The oil cartel – OPEC has agreed on a path-breaking oil production cut that may test the current low crude price era. This is the first time in eight years that the influential organization of the oil producers agreeing on production cut to stabilize prices. The last production limiting consensus was in 2008.
In the latest meeting at Algiers, the OPEC countries decided to limit production to a range of 32.5 to 33 million barrels of oil per day from 33.4 million at present. The production cut will be led by Saudi Arabia, the largest oil producer. Saudi is expected to give up 350,000 barrels a day, according to a senior OPEC source quoting the final proposal. Other OPEC nations are expected to lower production in their own numbers. Three countries- Iran, Libya and Nigeria are exempted from the production cuts because of their economic woes.
Oil prices were as high as $100 a barrel in mid-2014 and were even higher in the previous years. A global glut caused by the entry of shale producers brought down prices steeply and reached a low of $26 a barrel in February this year.
The new agreement will bring a fresh phase in the global crude market after a prolonged tight period for the producers. It may open a new front in the war between the conventional oil producers and the new generation shale producers of the US. The shale producers were looking for more space as price has reached a suffocating low level for them. But market analysts believe that the present cut is a moderate one and can’t make a big recovery in prices.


> Work to complete
Return the full set of entries precisely. Do not carry over any pictures.

> Supplied data
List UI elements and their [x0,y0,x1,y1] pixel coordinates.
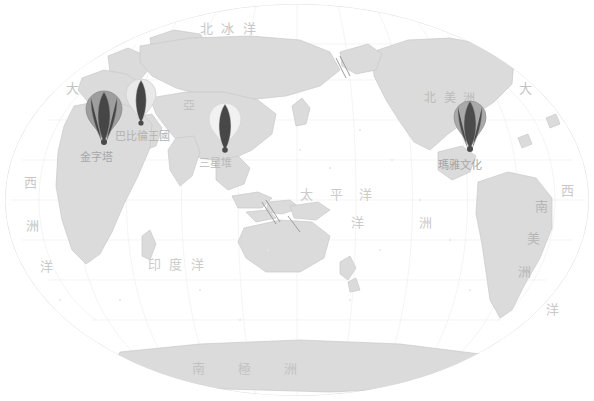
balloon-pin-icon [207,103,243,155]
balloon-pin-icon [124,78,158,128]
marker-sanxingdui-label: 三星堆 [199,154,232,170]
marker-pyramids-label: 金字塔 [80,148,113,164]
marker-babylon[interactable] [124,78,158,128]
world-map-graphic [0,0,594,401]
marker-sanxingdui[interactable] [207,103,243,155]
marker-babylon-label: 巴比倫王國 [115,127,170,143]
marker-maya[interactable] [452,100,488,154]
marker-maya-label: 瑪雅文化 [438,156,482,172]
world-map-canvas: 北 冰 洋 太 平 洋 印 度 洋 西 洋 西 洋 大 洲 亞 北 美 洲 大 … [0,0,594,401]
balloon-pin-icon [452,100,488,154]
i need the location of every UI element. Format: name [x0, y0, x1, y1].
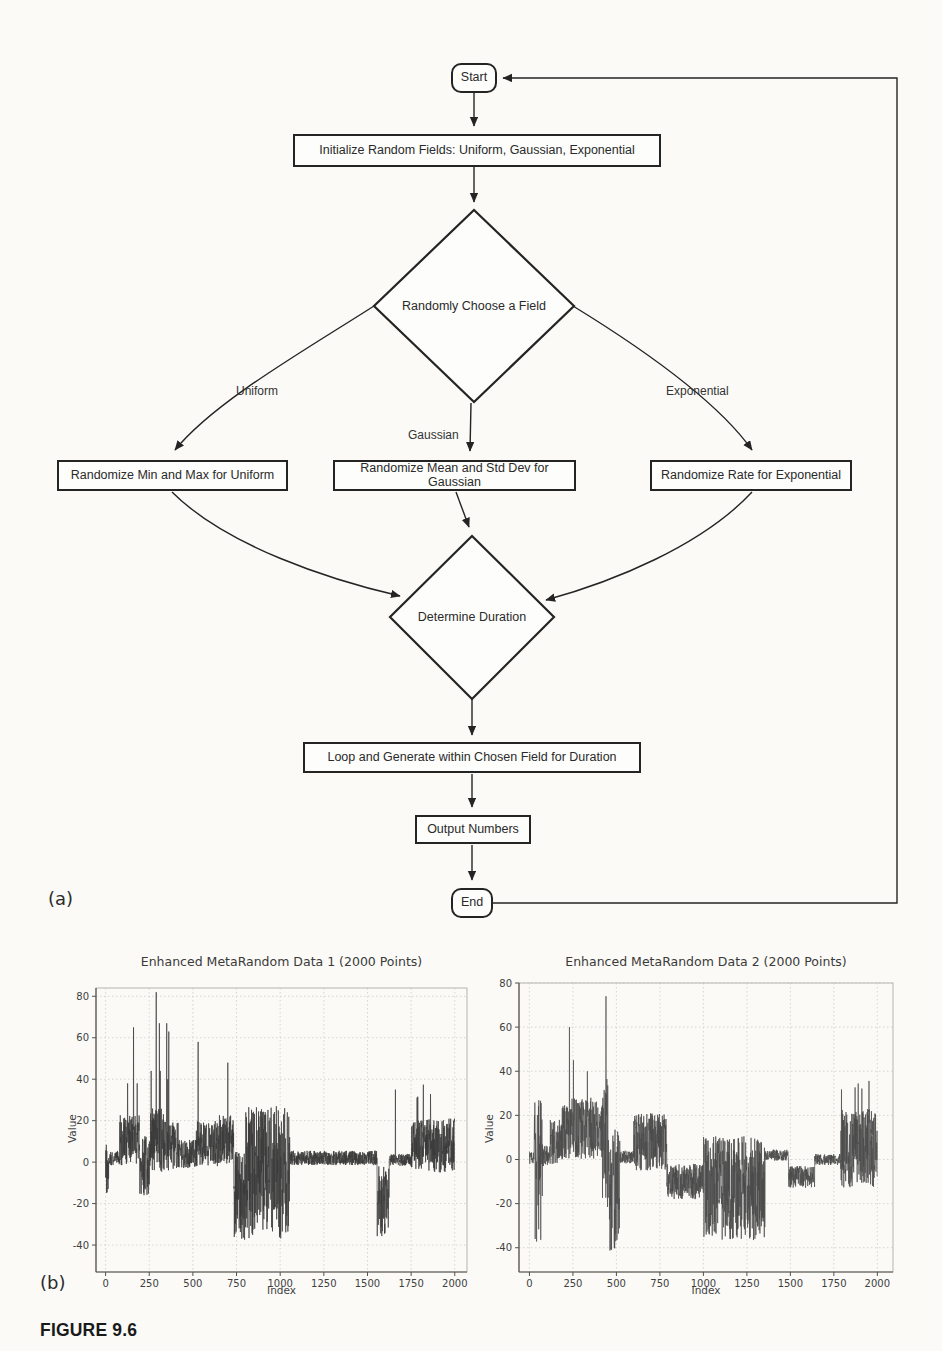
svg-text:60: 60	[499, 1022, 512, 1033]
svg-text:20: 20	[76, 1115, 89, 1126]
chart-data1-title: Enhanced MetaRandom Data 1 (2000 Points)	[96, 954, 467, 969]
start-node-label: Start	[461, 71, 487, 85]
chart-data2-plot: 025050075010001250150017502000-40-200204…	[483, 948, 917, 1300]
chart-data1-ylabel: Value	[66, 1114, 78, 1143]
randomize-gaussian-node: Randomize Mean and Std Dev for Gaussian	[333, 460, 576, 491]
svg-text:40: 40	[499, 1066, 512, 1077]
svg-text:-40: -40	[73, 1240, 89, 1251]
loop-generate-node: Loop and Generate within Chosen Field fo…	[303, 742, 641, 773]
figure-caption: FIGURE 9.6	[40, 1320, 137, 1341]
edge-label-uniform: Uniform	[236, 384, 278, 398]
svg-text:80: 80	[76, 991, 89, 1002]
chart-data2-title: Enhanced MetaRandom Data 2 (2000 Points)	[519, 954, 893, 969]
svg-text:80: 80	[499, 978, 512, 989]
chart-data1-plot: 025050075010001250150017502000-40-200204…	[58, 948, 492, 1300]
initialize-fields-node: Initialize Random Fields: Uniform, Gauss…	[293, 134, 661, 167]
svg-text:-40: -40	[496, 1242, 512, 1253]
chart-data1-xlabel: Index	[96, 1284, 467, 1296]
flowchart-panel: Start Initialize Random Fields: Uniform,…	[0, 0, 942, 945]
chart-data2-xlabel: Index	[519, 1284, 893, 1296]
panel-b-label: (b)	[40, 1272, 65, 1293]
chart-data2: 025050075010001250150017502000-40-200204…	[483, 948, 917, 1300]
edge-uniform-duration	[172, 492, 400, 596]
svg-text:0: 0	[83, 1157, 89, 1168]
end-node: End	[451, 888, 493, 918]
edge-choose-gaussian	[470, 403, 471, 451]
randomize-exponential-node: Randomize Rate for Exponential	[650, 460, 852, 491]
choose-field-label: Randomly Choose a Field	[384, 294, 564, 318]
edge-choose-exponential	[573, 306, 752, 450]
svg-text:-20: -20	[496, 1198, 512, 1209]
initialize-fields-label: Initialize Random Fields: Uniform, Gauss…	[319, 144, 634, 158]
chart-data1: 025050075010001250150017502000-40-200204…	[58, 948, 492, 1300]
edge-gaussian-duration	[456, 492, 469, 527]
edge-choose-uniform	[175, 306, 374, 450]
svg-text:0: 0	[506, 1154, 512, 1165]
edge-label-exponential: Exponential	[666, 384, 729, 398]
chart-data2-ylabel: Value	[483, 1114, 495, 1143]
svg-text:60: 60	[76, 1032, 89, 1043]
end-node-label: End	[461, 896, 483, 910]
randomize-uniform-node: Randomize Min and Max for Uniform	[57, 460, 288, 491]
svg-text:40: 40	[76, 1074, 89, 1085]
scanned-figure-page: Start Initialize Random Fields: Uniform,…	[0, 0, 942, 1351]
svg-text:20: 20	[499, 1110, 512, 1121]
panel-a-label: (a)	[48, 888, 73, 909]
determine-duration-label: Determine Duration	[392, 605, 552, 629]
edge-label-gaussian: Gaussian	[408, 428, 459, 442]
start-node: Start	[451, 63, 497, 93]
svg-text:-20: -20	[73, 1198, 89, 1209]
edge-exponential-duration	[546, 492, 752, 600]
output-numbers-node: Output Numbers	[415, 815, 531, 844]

> Output below
List UI elements and their [x0,y0,x1,y1] pixel coordinates.
balloon-pin-icon [207,103,243,155]
balloon-pin-icon [124,78,158,128]
marker-sanxingdui-label: 三星堆 [199,154,232,170]
marker-pyramids-label: 金字塔 [80,148,113,164]
marker-babylon[interactable] [124,78,158,128]
world-map-graphic [0,0,594,401]
marker-sanxingdui[interactable] [207,103,243,155]
marker-babylon-label: 巴比倫王國 [115,127,170,143]
marker-maya[interactable] [452,100,488,154]
marker-maya-label: 瑪雅文化 [438,156,482,172]
world-map-canvas: 北 冰 洋 太 平 洋 印 度 洋 西 洋 西 洋 大 洲 亞 北 美 洲 大 … [0,0,594,401]
balloon-pin-icon [452,100,488,154]
i need the location of every UI element. Format: name [x0, y0, x1, y1].
svg-text:60: 60	[499, 1022, 512, 1033]
svg-text:20: 20	[76, 1115, 89, 1126]
chart-data1-title: Enhanced MetaRandom Data 1 (2000 Points)	[96, 954, 467, 969]
start-node-label: Start	[461, 71, 487, 85]
chart-data2-plot: 025050075010001250150017502000-40-200204…	[483, 948, 917, 1300]
chart-data1-ylabel: Value	[66, 1114, 78, 1143]
randomize-gaussian-node: Randomize Mean and Std Dev for Gaussian	[333, 460, 576, 491]
svg-text:40: 40	[499, 1066, 512, 1077]
svg-text:-40: -40	[73, 1240, 89, 1251]
loop-generate-node: Loop and Generate within Chosen Field fo…	[303, 742, 641, 773]
figure-caption: FIGURE 9.6	[40, 1320, 137, 1341]
edge-label-uniform: Uniform	[236, 384, 278, 398]
svg-text:80: 80	[76, 991, 89, 1002]
chart-data2-title: Enhanced MetaRandom Data 2 (2000 Points)	[519, 954, 893, 969]
svg-text:80: 80	[499, 978, 512, 989]
chart-data1-plot: 025050075010001250150017502000-40-200204…	[58, 948, 492, 1300]
initialize-fields-node: Initialize Random Fields: Uniform, Gauss…	[293, 134, 661, 167]
svg-text:-40: -40	[496, 1242, 512, 1253]
chart-data1-xlabel: Index	[96, 1284, 467, 1296]
flowchart-panel: Start Initialize Random Fields: Uniform,…	[0, 0, 942, 945]
chart-data2-xlabel: Index	[519, 1284, 893, 1296]
panel-b-label: (b)	[40, 1272, 65, 1293]
chart-data2: 025050075010001250150017502000-40-200204…	[483, 948, 917, 1300]
edge-uniform-duration	[172, 492, 400, 596]
svg-text:0: 0	[83, 1157, 89, 1168]
end-node: End	[451, 888, 493, 918]
edge-choose-gaussian	[470, 403, 471, 451]
randomize-exponential-node: Randomize Rate for Exponential	[650, 460, 852, 491]
choose-field-label: Randomly Choose a Field	[384, 294, 564, 318]
edge-choose-exponential	[573, 306, 752, 450]
svg-text:-20: -20	[496, 1198, 512, 1209]
initialize-fields-label: Initialize Random Fields: Uniform, Gauss…	[319, 144, 634, 158]
chart-data1: 025050075010001250150017502000-40-200204…	[58, 948, 492, 1300]
edge-gaussian-duration	[456, 492, 469, 527]
edge-choose-uniform	[175, 306, 374, 450]
svg-text:0: 0	[506, 1154, 512, 1165]
edge-label-exponential: Exponential	[666, 384, 729, 398]
chart-data2-ylabel: Value	[483, 1114, 495, 1143]
svg-text:60: 60	[76, 1032, 89, 1043]
end-node-label: End	[461, 896, 483, 910]
randomize-uniform-node: Randomize Min and Max for Uniform	[57, 460, 288, 491]
svg-text:40: 40	[76, 1074, 89, 1085]
scanned-figure-page: Start Initialize Random Fields: Uniform,…	[0, 0, 942, 1351]
svg-text:20: 20	[499, 1110, 512, 1121]
panel-a-label: (a)	[48, 888, 73, 909]
determine-duration-label: Determine Duration	[392, 605, 552, 629]
edge-label-gaussian: Gaussian	[408, 428, 459, 442]
start-node: Start	[451, 63, 497, 93]
svg-text:-20: -20	[73, 1198, 89, 1209]
edge-exponential-duration	[546, 492, 752, 600]
output-numbers-node: Output Numbers	[415, 815, 531, 844]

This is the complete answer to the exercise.